Saturday, January 25th, 2003:  We will be screening feature length and short films from 10 a.m. till 8:00 p.m. at  the Best Western Hotel, New Hope, PA,  followed by filmmaker's reception  from 8:00 p.m. till 10:00 p.m.  Admission price  ($30) includes entrance fee and reception.  If you plan to stay at the hotel, be sure to mention the festival and you'll get an excellent  room rate. There are only 220 seats, so we advise you to purchase tickets ahead of time.

 

  • Ted Tally wrote the Academy Award winning screenplay for  The Silence of the Lambs. He will speak on Saturday, January 25, at about 7:15 p.m. 

    Ted Tally won the Oscar® for Best Adapted Screenplay for The Silence of the Lambs, as well as the WGA Screen Award, Chicago Film Critics Award and an Edgar from the Mystery Writers of America. He also wrote the screenplays of All the Pretty Horses, Before and After, The Juror, and White Palace. For the Brian DePalma film Mission to Mars, he served as an associate producer.

    For the theater Tally has written Terra Nova (Obie and Dramalogue Awards), Hooters, Coming Attractions (Outer Critics Circle Award), Little Footsteps and Silver Linings. His television scripts include The Comedy Zone, Hooters, Terra Nova (BBC-TV), and The Father Clements Story (Christopher Award).

    Born in North Carolina, Tally was educated at Yale College and the Yale School of Drama, and has also taught at each of them. His other honors include fellowships from the NEA and the Guggenheim Foundation.

  • One of our featured speakers on Saturday will be Wayne Miller, writer/producer/director  of the short Hello Girls. The short will screen a t11:40 and afterwards, Wayne will answer questions. The movie is a  fictional account of a young woman who serves as  a "Hello Girl " with  the U.S. Army  Signal Corps in WWI.  

    Miller has reworked  Hello Girls   into a feature-length screenplay, A Shade of  Gray.  Morgan O’Sullivan, renowned producer of such movies as  The Count of Monte Cristo  and  Braveheart  has expressed interest. Within the next four weeks, Miller will have a meeting with Twentieth Century Fox to discuss possibilities for his reincarnated script,  which he hopes to produce locally.

    Wayne lives in  Bucks County , Pennsylvania. He started his  company, Sugar Moon Productions, in 1998.

 

 

Featured performers at the Indiefest reception, Saturday, January 25, 2003, 8:00-10:00 p.m Come & shmooze!

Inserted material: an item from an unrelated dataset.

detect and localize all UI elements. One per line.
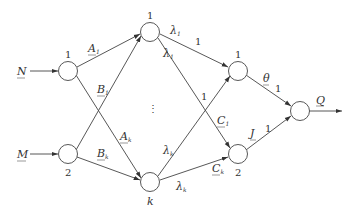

Roia Rafieyan  Her CD "Songs From Behind Locked Doors" provides a fresh and compelling take on the simplest of human emotions. Rafieyan, a music therapist by trade, provides two songs from her album for the feature film,  "The Mommy Track." , ("We Have No Pain,"  "I Want To Go Home") . "Songs From Behind Locked Doors" is available on the Dave The Cat record label.

 

Karen Gross is a journalist, actor, playwright and musician from Doylestown, PA. She has performed professionally at Philadelphia and Boston-area venues and is currently recording a full-length CD of original music. She describes her music as a mix of folk and pop influences.

 

 

Sunday, January 26th, 2003: We will feature a film and a conversation with a local filmmaker from 9 am to noon at  Artsbridge, in  the Canal Studios,  243 N.Union Street, Lambertville, New Jersey. This event is free with a ticket from Saturday's event, (all others - $10.00 admission) and admission is "first come-first-served" because of limited seating.

 

Louis Massiah is the founder and Executive Director of The Scribe Video Center in Philadelphia. He has made award-winning documentaries, such as "W.E.B. DuBois-A Biography in Four Voices."  Louis is a recipient of the MacArthur Fellowship ("genius award").  Louis was a physics and astronomy major at Cornell University, where he was a teaching assistant to Carl Sagan. He is also an M.I.T visual studies graduate. 

 

SCRIBE VIDEO CENTER, a Philadelphia-based non-profit organization, was founded in 1982 as a place where people could work together and gain skills in media making. Scribe Video Center seeks to explore, develop and advance the use of video as an artistic medium and as a tool for progressive social change. "Scribe" is a metaphor for the use of video as a modern medium to record significant contemporary concerns and events.